Cross-domain User Preference Learning for Cold-start Recommendation
- URL: http://arxiv.org/abs/2112.03667v1
- Date: Tue, 7 Dec 2021 12:57:05 GMT
- Title: Cross-domain User Preference Learning for Cold-start Recommendation
- Authors: Huiling Zhou, Jie Liu, Zhikang Li, Jin Yu, Hongxia Yang
- Abstract summary: Cross-domain cold-start recommendation is an increasingly emerging issue for recommender systems.
It is critical to learn a user's preference from the source domain and transfer it into the target domain.
We propose a self-trained Cross-dOmain User Preference LEarning framework, targeting cold-start recommendation with various semantic tags.

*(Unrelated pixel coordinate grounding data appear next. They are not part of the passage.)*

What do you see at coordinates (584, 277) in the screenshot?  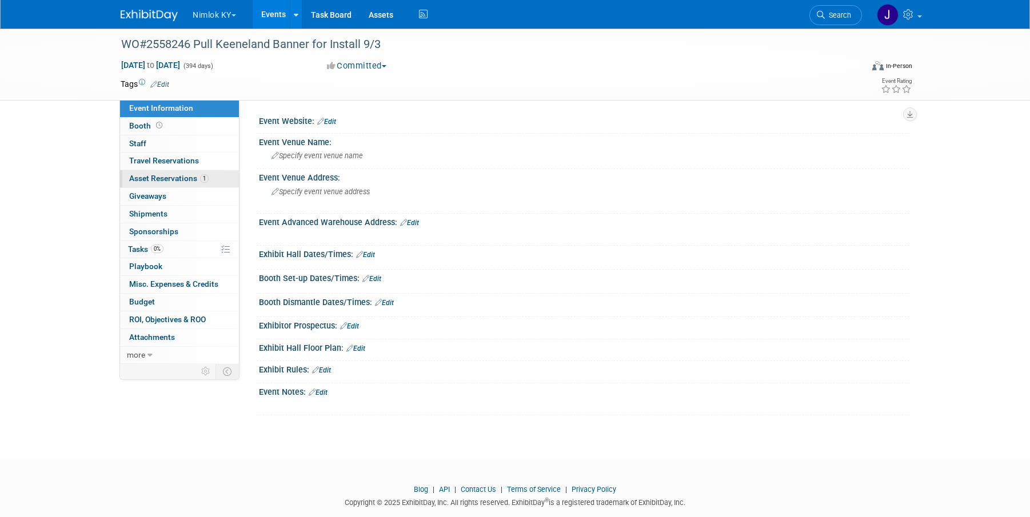 I see `div: Booth Set-up Dates/Times:` at bounding box center [584, 277].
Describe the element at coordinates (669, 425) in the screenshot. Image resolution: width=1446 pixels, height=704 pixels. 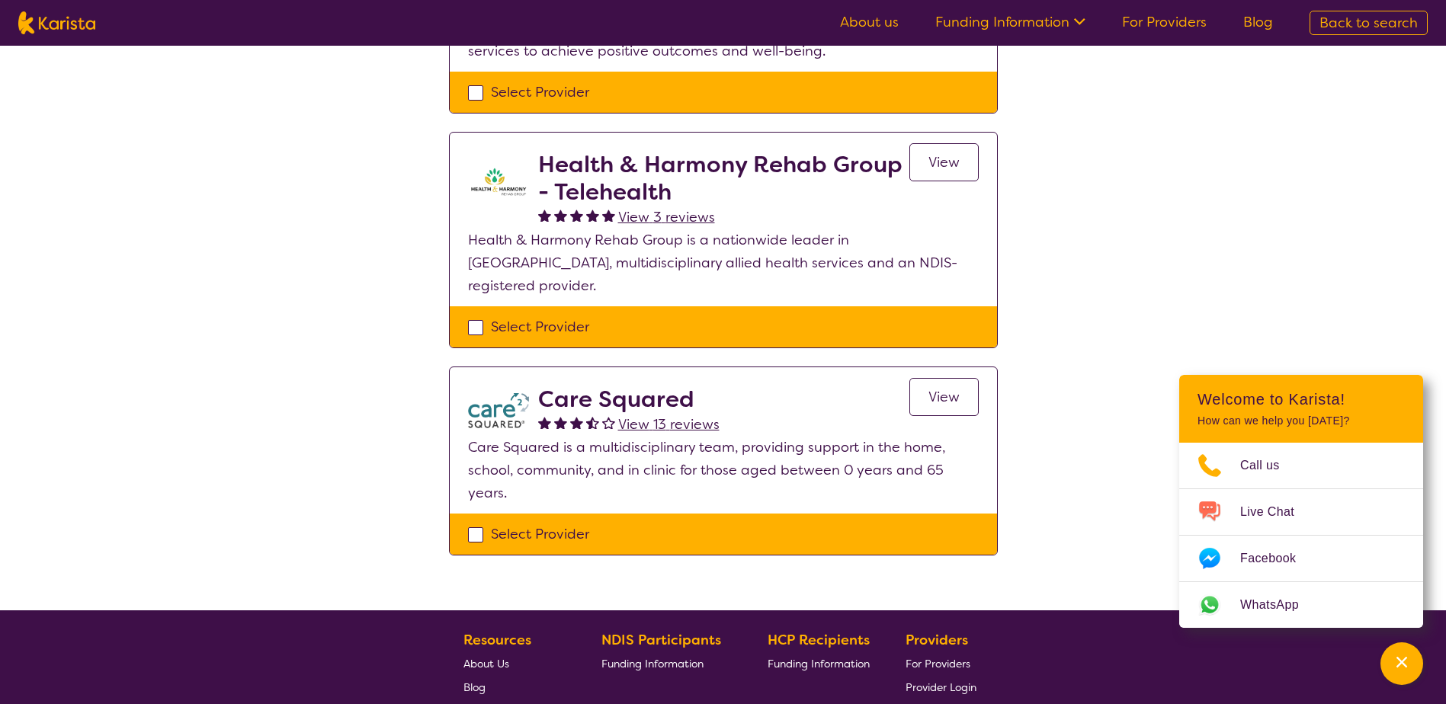
I see `a: View 13 reviews` at that location.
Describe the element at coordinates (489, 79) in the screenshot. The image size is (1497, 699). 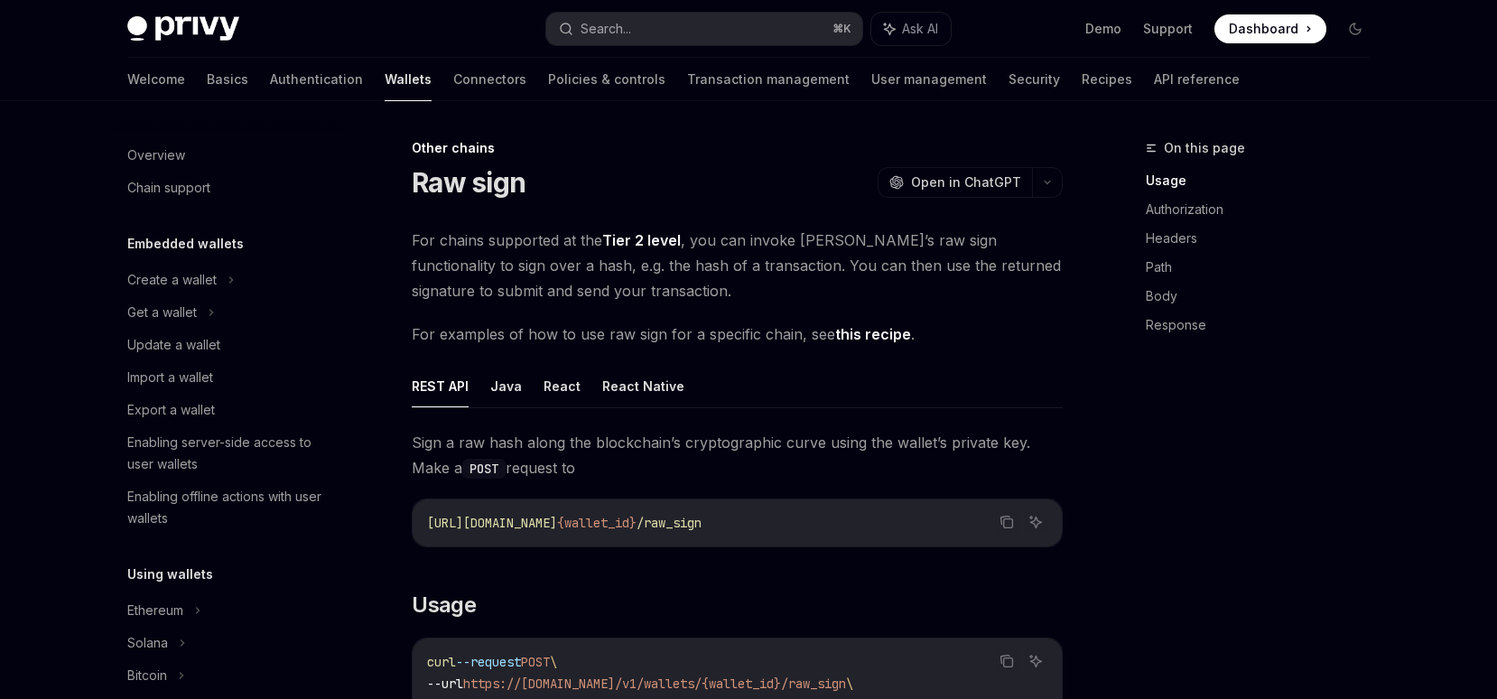
I see `a: Connectors` at that location.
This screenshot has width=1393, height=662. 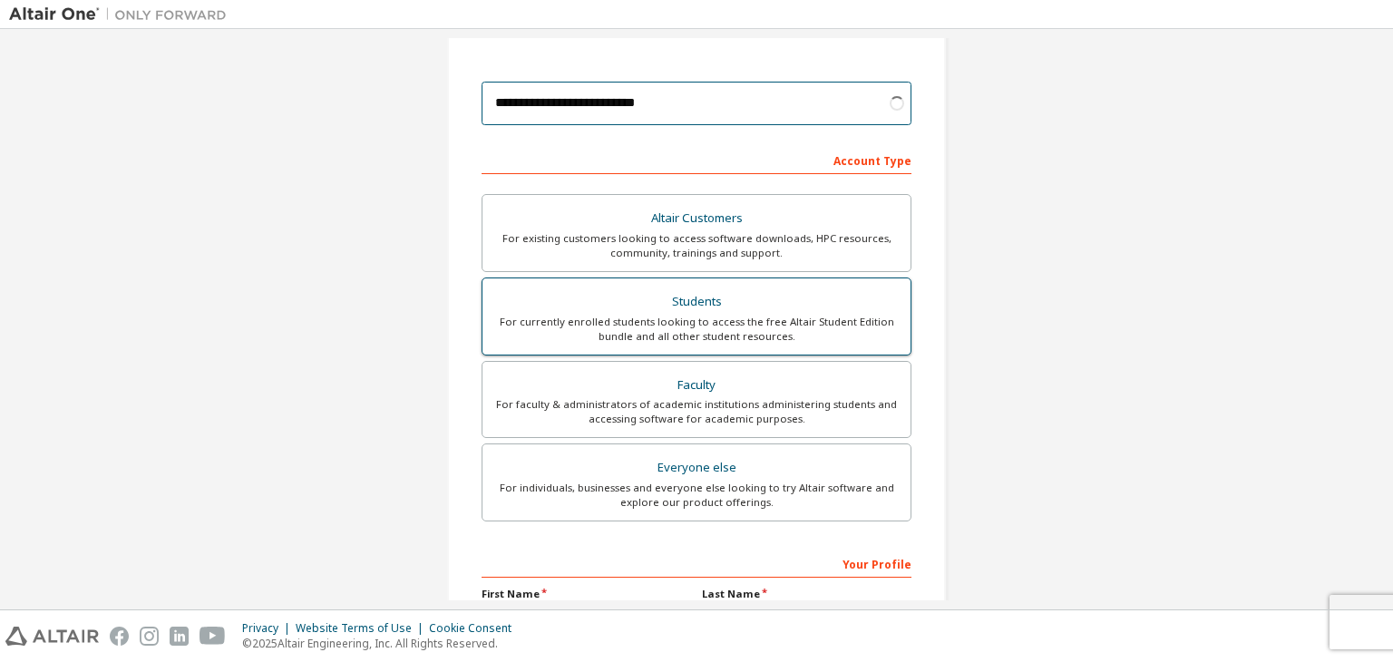 I want to click on div: Everyone else, so click(x=697, y=468).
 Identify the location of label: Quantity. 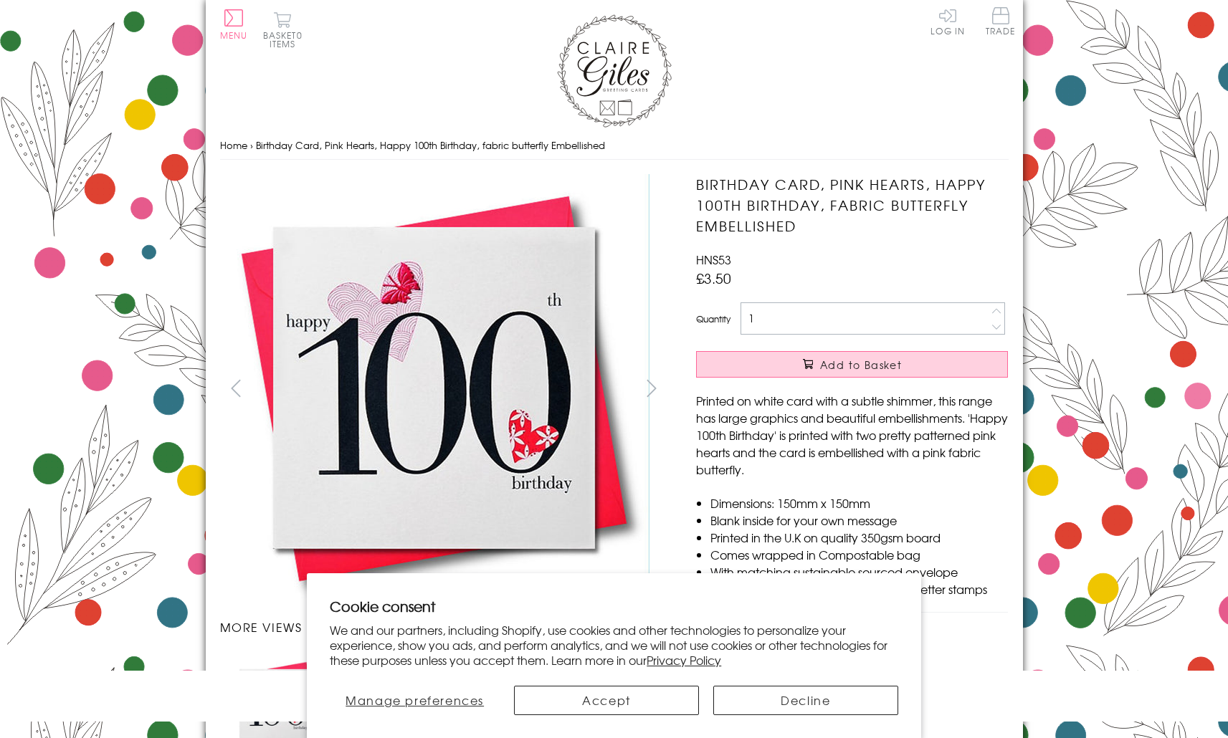
(713, 319).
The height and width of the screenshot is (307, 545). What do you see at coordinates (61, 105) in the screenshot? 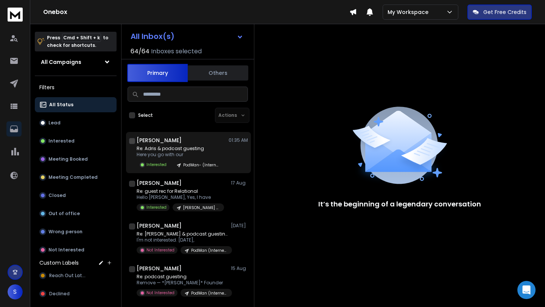
I see `p: All Status` at bounding box center [61, 105].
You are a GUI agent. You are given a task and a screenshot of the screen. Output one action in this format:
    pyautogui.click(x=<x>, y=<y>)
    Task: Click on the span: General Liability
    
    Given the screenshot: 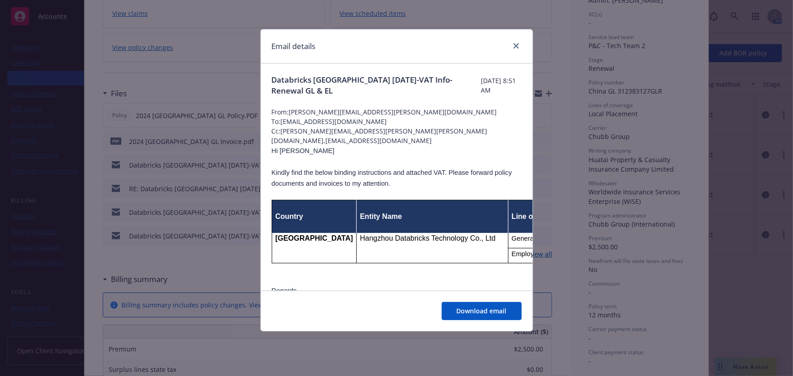 What is the action you would take?
    pyautogui.click(x=535, y=238)
    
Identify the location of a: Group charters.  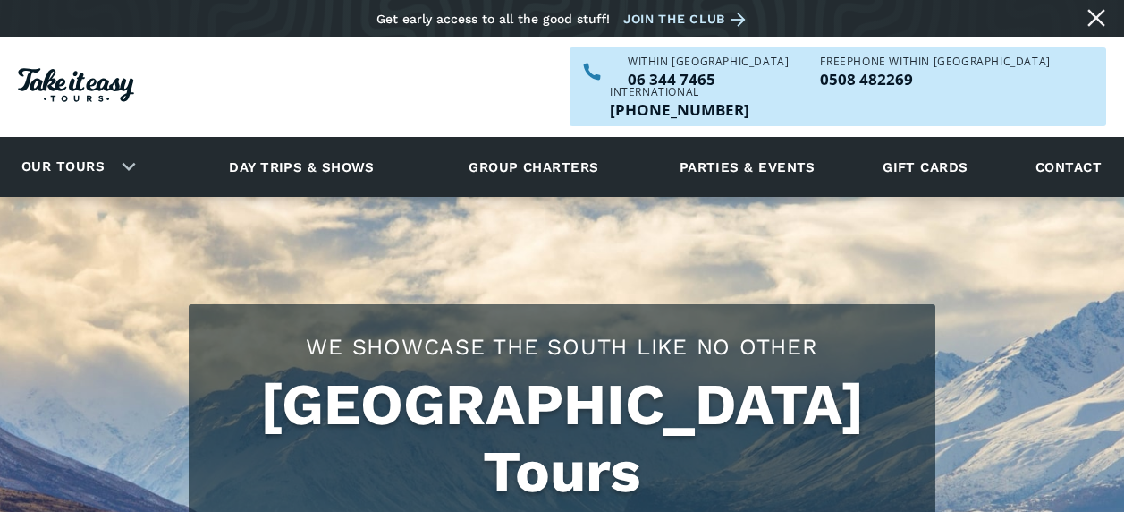
(533, 166).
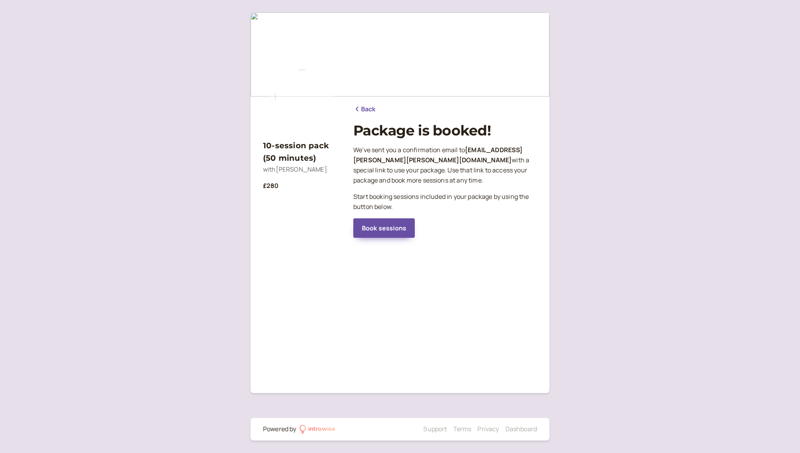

- Score: 32.83868293457142
- License: http://creativecommons.org/licenses/by/4.0/
- Abstract: Cross-domain cold-start recommendation is an increasingly emerging issue for
recommender systems. Existing works mainly focus on solving either cross-domain
user recommendation or cold-start content recommendation. However, when a new
domain evolves at its early stage, it has potential users similar to the source
domain but with much fewer interactions. It is critical to learn a user's
preference from the source domain and transfer it into the target domain,
especially on the newly arriving contents with limited user feedback. To bridge
this gap, we propose a self-trained Cross-dOmain User Preference LEarning
(COUPLE) framework, targeting cold-start recommendation with various semantic
tags, such as attributes of items or genres of videos. More specifically, we
consider three levels of preferences, including user history, user content and
user group to provide reliable recommendation. With user history represented by
a domain-aware sequential model, a frequency encoder is applied to the
underlying tags for user content preference learning. Then, a hierarchical
memory tree with orthogonal node representation is proposed to further
generalize user group preference across domains. The whole framework updates in
a contrastive way with a First-In-First-Out (FIFO) queue to obtain more
distinctive representations. Extensive experiments on two datasets demonstrate
the efficiency of COUPLE in both user and content cold-start situations. By
deploying an online A/B test for a week, we show that the Click-Through-Rate
(CTR) of COUPLE is superior to other baselines used on Taobao APP. Now the
method is serving online for the cross-domain cold micro-video recommendation.